We derive the equations of motion of an extended test body in the context of Einstein's theory of gravitation. The equations of motion are obtained via a multipolar approximation method and are given up to the quadrupolar order. Special emphasis is put on the explicit construction of the so-called canonical form of the energy-momentum density. The set of gravitational multipolar moments and the corresponding equations of motion allow for a systematic comparison to competing multipolar approximation schemes.

Multipolar equations of motion for extended test bodies in General Relativity

TL;DR

This work advances the problem of extended-body motion in General Relativity by applying Tulczyjew's multipolar expansion up to quadrupole order, deriving a fully covariant set of monopole, dipole, and quadrupole equations without imposing a spin supplementary condition a priori.

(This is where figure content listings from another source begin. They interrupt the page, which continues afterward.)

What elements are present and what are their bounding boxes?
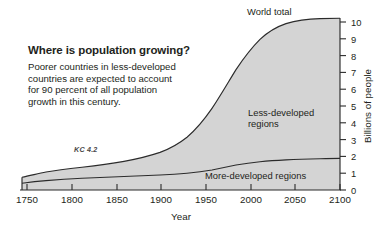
x-tick-label-2100: 2100	[320, 194, 360, 205]
figure-root: Where is population growing? Poorer coun…	[0, 0, 391, 231]
y-tick-label-8: 8	[351, 50, 365, 61]
x-tick-label-2000: 2000	[231, 194, 271, 205]
annotation-less-developed-line-1: Less-developed	[248, 107, 314, 118]
callout-body-line-1: Poorer countries in less-developed	[28, 61, 200, 73]
callout-title: Where is population growing?	[28, 44, 200, 57]
x-tick-label-1850: 1850	[97, 194, 137, 205]
callout-text-block: Where is population growing? Poorer coun…	[28, 44, 200, 107]
y-tick-label-2: 2	[351, 151, 365, 162]
callout-body-line-3: for 90 percent of all population	[28, 84, 200, 96]
x-tick-label-1950: 1950	[186, 194, 226, 205]
annotation-more-developed-regions: More-developed regions	[205, 171, 306, 182]
y-tick-label-1: 1	[351, 168, 365, 179]
annotation-less-developed-regions: Less-developed regions	[248, 108, 314, 129]
x-tick-label-1900: 1900	[141, 194, 181, 205]
figure-number-label: KC 4.2	[74, 145, 98, 154]
annotation-less-developed-line-2: regions	[248, 118, 279, 129]
y-tick-label-10: 10	[351, 17, 365, 28]
x-axis-title: Year	[171, 211, 191, 222]
annotation-world-total: World total	[247, 7, 292, 18]
x-tick-label-1750: 1750	[7, 194, 47, 205]
y-tick-marks	[340, 22, 346, 190]
x-tick-label-1800: 1800	[52, 194, 92, 205]
y-axis-title: Billions of people	[362, 69, 373, 143]
x-tick-label-2050: 2050	[275, 194, 315, 205]
y-tick-label-9: 9	[351, 33, 365, 44]
callout-body: Poorer countries in less-developed count…	[28, 61, 200, 107]
callout-body-line-2: countries are expected to account	[28, 73, 200, 85]
callout-body-line-4: growth in this century.	[28, 96, 200, 108]
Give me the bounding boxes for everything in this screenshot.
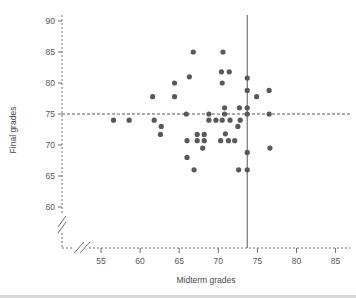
scatter-point [267, 146, 272, 151]
scatter-point [237, 105, 242, 110]
scatter-point [220, 118, 225, 123]
x-tick-label: 70 [214, 256, 224, 266]
scatter-point [111, 118, 116, 123]
scatter-point [191, 49, 196, 54]
scatter-point [195, 132, 200, 137]
scatter-point [232, 138, 237, 143]
x-tick-label: 55 [96, 256, 106, 266]
x-axis-break-icon [74, 242, 90, 253]
scatter-point [172, 80, 177, 85]
scatter-point [159, 124, 164, 129]
scatter-point [235, 124, 240, 129]
reference-lines [62, 15, 350, 248]
scatter-point [150, 94, 155, 99]
scatter-point [184, 138, 189, 143]
scatter-point [206, 118, 211, 123]
scatter-point [191, 167, 196, 172]
data-points [111, 49, 273, 172]
scatter-point [223, 131, 228, 136]
scatter-plot-figure: 60657075808590 55606570758085 Midterm gr… [0, 0, 356, 298]
x-tick-label: 85 [331, 256, 341, 266]
scatter-point [184, 155, 189, 160]
x-axis-title: Midterm grades [176, 275, 235, 285]
y-axis-break-icon [58, 216, 66, 233]
y-axis-ticks [58, 21, 62, 207]
scatter-point [245, 150, 250, 155]
y-axis-title: Final grades [8, 107, 18, 154]
plot-area: 60657075808590 55606570758085 [46, 15, 350, 266]
scatter-point [152, 118, 157, 123]
scatter-point [218, 138, 223, 143]
scatter-point [220, 80, 225, 85]
y-tick-label: 60 [46, 202, 56, 212]
x-axis-tick-labels: 55606570758085 [96, 256, 340, 266]
y-tick-label: 70 [46, 140, 56, 150]
scatter-point [200, 146, 205, 151]
scatter-point [238, 118, 243, 123]
scatter-point [202, 132, 207, 137]
y-tick-label: 90 [46, 16, 56, 26]
scatter-point [226, 138, 231, 143]
scatter-point [254, 94, 259, 99]
y-axis-tick-labels: 60657075808590 [46, 16, 56, 212]
y-tick-label: 85 [46, 47, 56, 57]
scatter-point [127, 118, 132, 123]
scatter-point [206, 111, 211, 116]
scatter-point [158, 132, 163, 137]
x-tick-label: 75 [253, 256, 263, 266]
x-tick-label: 60 [135, 256, 145, 266]
y-tick-label: 75 [46, 109, 56, 119]
x-tick-label: 80 [292, 256, 302, 266]
scatter-point [227, 69, 232, 74]
scatter-point [222, 111, 227, 116]
y-tick-label: 80 [46, 78, 56, 88]
scatter-point [219, 69, 224, 74]
x-axis-ticks [101, 248, 336, 253]
scatter-point [220, 49, 225, 54]
scatter-point [172, 94, 177, 99]
scatter-point [267, 88, 272, 93]
scatter-point [236, 167, 241, 172]
chart-svg: 60657075808590 55606570758085 Midterm gr… [0, 0, 356, 298]
scatter-point [184, 111, 189, 116]
scatter-point [245, 167, 250, 172]
scatter-point [245, 88, 250, 93]
x-tick-label: 65 [174, 256, 184, 266]
scatter-point [227, 118, 232, 123]
scatter-point [245, 75, 250, 80]
scatter-point [245, 105, 250, 110]
scatter-point [222, 105, 227, 110]
scatter-point [267, 111, 272, 116]
scatter-point [245, 111, 250, 116]
scatter-point [195, 138, 200, 143]
scatter-point [187, 74, 192, 79]
y-tick-label: 65 [46, 171, 56, 181]
scatter-point [202, 138, 207, 143]
scatter-point [213, 118, 218, 123]
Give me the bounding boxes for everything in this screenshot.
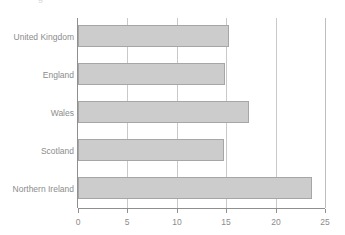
category-label: Northern Ireland: [0, 184, 74, 194]
bar-chart: g United KingdomEnglandWalesScotlandNort…: [0, 0, 345, 235]
bar-row: [78, 170, 325, 208]
bar-row: [78, 18, 325, 56]
category-label: Wales: [0, 108, 74, 118]
bar-row: [78, 56, 325, 94]
gridline: [325, 18, 326, 208]
tick-mark: [325, 209, 326, 213]
tick-mark: [127, 209, 128, 213]
category-label: Scotland: [0, 146, 74, 156]
bar: [78, 63, 225, 85]
tick-mark: [226, 209, 227, 213]
tick-label: 10: [172, 217, 181, 227]
bar: [78, 101, 249, 123]
tick-mark: [177, 209, 178, 213]
clipped-title-remnant: g: [38, 0, 43, 3]
bar: [78, 177, 312, 199]
bar: [78, 25, 229, 47]
plot-area: [78, 18, 325, 208]
tick-label: 5: [125, 217, 130, 227]
tick-label: 20: [271, 217, 280, 227]
category-label: England: [0, 70, 74, 80]
bar: [78, 139, 224, 161]
tick-label: 0: [76, 217, 81, 227]
bar-row: [78, 94, 325, 132]
bar-row: [78, 132, 325, 170]
value-axis-ticks: 0510152025: [0, 209, 345, 233]
tick-label: 15: [221, 217, 230, 227]
category-label: United Kingdom: [0, 32, 74, 42]
tick-mark: [276, 209, 277, 213]
tick-label: 25: [320, 217, 329, 227]
y-axis-line: [77, 18, 78, 208]
category-axis-labels: United KingdomEnglandWalesScotlandNorthe…: [0, 18, 74, 208]
tick-mark: [78, 209, 79, 213]
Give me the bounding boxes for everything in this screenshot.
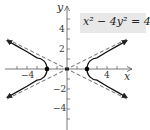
equation-label: x² − 4y² = 4 <box>83 15 150 28</box>
y-tick-label-neg2: −2 <box>53 84 66 94</box>
vertex-left <box>45 67 50 72</box>
x-tick-label-4: 4 <box>104 70 110 80</box>
y-tick-label-neg4: −4 <box>53 103 66 113</box>
x-axis-label: x <box>124 70 130 83</box>
y-axis-label: y <box>57 1 63 14</box>
hyperbola-right-branch <box>87 41 127 70</box>
x-tick-label-neg4: −4 <box>21 70 34 80</box>
vertex-right <box>85 67 90 72</box>
y-tick-label-2: 2 <box>59 44 65 54</box>
center-point <box>65 68 69 71</box>
hyperbola-left-branch <box>7 41 47 70</box>
y-tick-label-4: 4 <box>59 24 65 34</box>
hyperbola-plot: x² − 4y² = 4 y x −4 4 4 2 −2 −4 <box>0 0 150 130</box>
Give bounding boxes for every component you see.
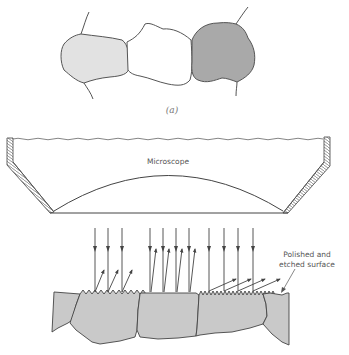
reflected-ray [151, 249, 156, 292]
reflected-ray [238, 279, 265, 291]
specimen-grain-rough-1 [70, 290, 146, 344]
down-arrowheads [93, 246, 255, 252]
grain-boundary-tail [81, 12, 89, 34]
grain-boundary-tail [84, 83, 93, 99]
reflected-ray [253, 279, 280, 291]
reflected-ray [122, 270, 132, 292]
grain-boundary-microscope-diagram: (a) Microscope [0, 0, 349, 355]
right-wall [283, 137, 330, 213]
part-a-grains [61, 7, 255, 99]
reflected-ray [209, 279, 236, 291]
surface-label-line1: Polished and [283, 250, 331, 259]
surface-leader-line [283, 269, 295, 290]
white-grain [127, 23, 192, 85]
part-a-caption: (a) [166, 105, 179, 115]
left-wall [7, 138, 54, 213]
dark-grain [192, 23, 255, 82]
microscope-objective [7, 137, 330, 213]
grain-boundary-tail [236, 82, 237, 96]
specimen-grain-right-edge [263, 293, 289, 345]
reflected-ray [164, 249, 169, 292]
reflected-ray [108, 270, 118, 292]
specimen-grain-smooth [137, 293, 199, 339]
reflected-rays [95, 249, 280, 292]
reflected-ray [224, 279, 251, 291]
grain-boundary-tail [236, 7, 248, 24]
reflected-ray [95, 270, 104, 292]
surface-leader-arrowhead [281, 287, 286, 293]
objective-lens-arc [54, 176, 283, 212]
inner-wall-right [283, 162, 324, 213]
specimen [52, 290, 289, 345]
surface-label-line2: etched surface [279, 260, 335, 269]
microscope-label: Microscope [147, 157, 190, 166]
reflected-ray [190, 249, 195, 292]
reflected-ray [177, 249, 182, 292]
microscope-top-edge [13, 138, 323, 140]
light-grain [61, 34, 129, 83]
inner-wall-left [13, 162, 54, 212]
specimen-grain-rough-2 [196, 291, 275, 336]
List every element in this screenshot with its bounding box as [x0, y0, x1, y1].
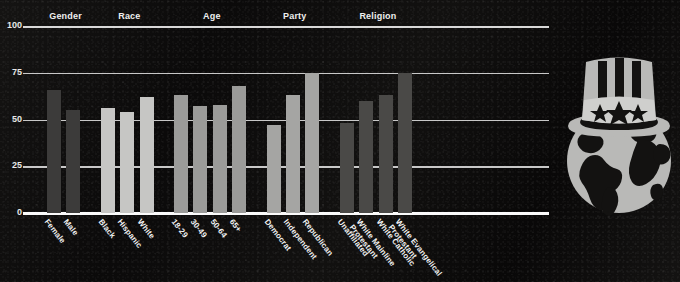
- x-axis-label-18-29: 18-29: [169, 218, 189, 240]
- group-header-age: Age: [203, 11, 221, 21]
- y-axis-tick-100: 100: [0, 20, 22, 30]
- x-axis-label-30-49: 30-49: [189, 218, 209, 240]
- bar-hispanic[interactable]: [120, 112, 134, 213]
- bar-white-evangelical-protestant[interactable]: [398, 73, 412, 213]
- bar-unaffiliated[interactable]: [340, 123, 354, 213]
- group-header-gender: Gender: [49, 11, 82, 21]
- bar-female[interactable]: [47, 90, 61, 213]
- group-header-religion: Religion: [359, 11, 396, 21]
- bar-democrat[interactable]: [267, 125, 281, 213]
- bar-white-catholic[interactable]: [379, 95, 393, 213]
- bar-republican[interactable]: [305, 73, 319, 213]
- bar-independent[interactable]: [286, 95, 300, 213]
- bar-30-49[interactable]: [193, 106, 207, 213]
- y-axis-tick-25: 25: [0, 160, 22, 170]
- gridline-75: [23, 73, 549, 75]
- bar-white[interactable]: [140, 97, 154, 213]
- bar-65-[interactable]: [232, 86, 246, 213]
- x-axis-label-65-: 65+: [227, 218, 242, 234]
- bar-50-64[interactable]: [213, 105, 227, 213]
- bar-male[interactable]: [66, 110, 80, 213]
- group-header-party: Party: [283, 11, 307, 21]
- x-axis-label-male: Male: [62, 218, 80, 238]
- y-axis-tick-0: 0: [0, 207, 22, 217]
- group-header-race: Race: [118, 11, 140, 21]
- gridline-100: [23, 26, 549, 28]
- x-axis-label-black: Black: [96, 218, 116, 240]
- bar-white-mainline-protestant[interactable]: [359, 101, 373, 213]
- y-axis-tick-75: 75: [0, 67, 22, 77]
- bar-black[interactable]: [101, 108, 115, 213]
- y-axis-tick-50: 50: [0, 114, 22, 124]
- bar-18-29[interactable]: [174, 95, 188, 213]
- uncle-sam-globe-logo: [560, 48, 678, 220]
- hat-stripes: [598, 58, 641, 101]
- x-axis-label-50-64: 50-64: [208, 218, 228, 240]
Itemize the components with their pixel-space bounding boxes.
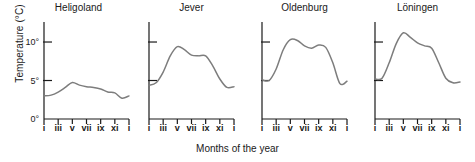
chart-panel: Jeveriiiivviiixxii: [135, 0, 248, 140]
chart-panel: Oldenburgiiiivviiixxii: [248, 0, 361, 140]
x-tick-label: i: [261, 122, 264, 134]
y-tick-label: 5°: [22, 76, 39, 86]
panel-title: Heligoland: [22, 2, 135, 13]
temperature-series-line: [149, 46, 234, 87]
x-tick-label-group: iiiivviiixxii: [248, 122, 361, 134]
x-tick-label-group: iiiivviiixxii: [22, 122, 135, 134]
chart-figure: Temperature (°C) Heligoland0°5°10°iiiivv…: [0, 0, 475, 162]
x-tick-label: i: [346, 122, 349, 134]
temperature-series-line: [262, 39, 347, 85]
x-tick-label: ix: [97, 122, 105, 134]
x-tick-label: i: [148, 122, 151, 134]
x-tick-label: iii: [385, 122, 393, 134]
panel-title: Jever: [135, 2, 248, 13]
x-tick-label: vii: [81, 122, 91, 134]
x-tick-label: ix: [315, 122, 323, 134]
x-tick-label: ix: [202, 122, 210, 134]
x-tick-label: xi: [442, 122, 450, 134]
x-tick-label: i: [43, 122, 46, 134]
x-tick-label: i: [374, 122, 377, 134]
temperature-series-line: [44, 82, 129, 98]
x-tick-label: xi: [111, 122, 119, 134]
chart-panel: Löningeniiiivviiixxii: [361, 0, 474, 140]
chart-panel: Heligoland0°5°10°iiiivviiixxii: [22, 0, 135, 140]
x-tick-label: i: [459, 122, 462, 134]
x-tick-label: iii: [272, 122, 280, 134]
panel-plot-area: [248, 18, 355, 131]
x-tick-label: v: [70, 122, 75, 134]
x-tick-label: v: [175, 122, 180, 134]
y-tick-label: 10°: [22, 37, 39, 47]
x-tick-label: xi: [216, 122, 224, 134]
x-tick-label: iii: [159, 122, 167, 134]
x-tick-label: vii: [412, 122, 422, 134]
x-tick-label: i: [128, 122, 131, 134]
panel-title: Oldenburg: [248, 2, 361, 13]
panel-plot-area: [22, 18, 137, 131]
panel-container: Heligoland0°5°10°iiiivviiixxiiJeveriiiiv…: [22, 0, 475, 140]
panel-plot-area: [135, 18, 242, 131]
x-tick-label: vii: [186, 122, 196, 134]
x-tick-label: xi: [329, 122, 337, 134]
x-tick-label: ix: [428, 122, 436, 134]
x-tick-label-group: iiiivviiixxii: [361, 122, 474, 134]
panel-title: Löningen: [361, 2, 474, 13]
x-tick-label: iii: [54, 122, 62, 134]
x-axis-title: Months of the year: [0, 143, 475, 154]
panel-plot-area: [361, 18, 468, 131]
x-tick-label: v: [401, 122, 406, 134]
x-tick-label: i: [233, 122, 236, 134]
temperature-series-line: [375, 33, 460, 83]
x-tick-label: v: [288, 122, 293, 134]
x-tick-label-group: iiiivviiixxii: [135, 122, 248, 134]
x-tick-label: vii: [299, 122, 309, 134]
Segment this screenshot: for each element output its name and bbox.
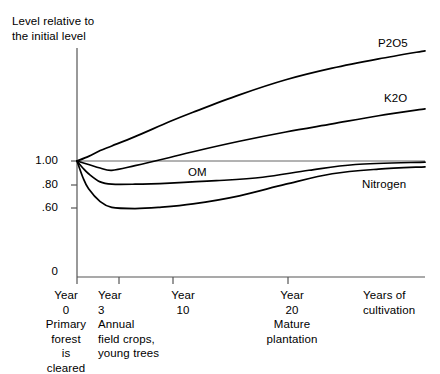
series-label-k2o: K2O (384, 92, 407, 104)
x-tick-label-year-10: Year 10 (153, 288, 213, 317)
series-line-p2o5 (77, 51, 425, 161)
y-tick-label-0.60: .60 (12, 201, 58, 213)
x-tick-label-year-20: Year 20 Mature plantation (254, 288, 330, 346)
series-label-nitrogen: Nitrogen (362, 178, 406, 190)
y-tick-label-0: 0 (12, 265, 58, 277)
x-axis-caption: Years of cultivation (363, 288, 415, 317)
y-tick-label-0.80: .80 (12, 178, 58, 190)
y-tick-label-1.00: 1.00 (12, 154, 58, 166)
series-label-om: OM (188, 166, 207, 178)
chart-container: Level relative to the initial level 1.00… (0, 0, 440, 374)
series-label-p2o5: P2O5 (378, 37, 408, 49)
x-tick-label-year-0: Year 0 Primary forest is cleared (38, 288, 94, 374)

A transparent canonicalization of the energy-momentum density is developed, and the quadrupole sector is mapped onto Dixon's framework to enable cross-method comparisons. The results reveal spin-curvature and higher-multipole couplings, show that many conserved quantities are not guaranteed at quadrupole order without extra conditions, and provide a foundation for incorporating quadrupole effects into perturbative approaches relevant to gravitational-wave physics. Overall, the paper delivers a comprehensive, covariant formalism that can inform self-gravitating-body models and higher-order relativistic corrections in gravitational-wave astronomy.

Abstract

We derive the equations of motion of an extended test body in the context of Einstein's theory of gravitation. The equations of motion are obtained via a multipolar approximation method and are given up to the quadrupolar order. Special emphasis is put on the explicit construction of the so-called canonical form of the energy-momentum density. The set of gravitational multipolar moments and the corresponding equations of motion allow for a systematic comparison to competing multipolar approximation schemes.

Paper Structure

This paper contains 20 sections, 100 equations, 2 tables.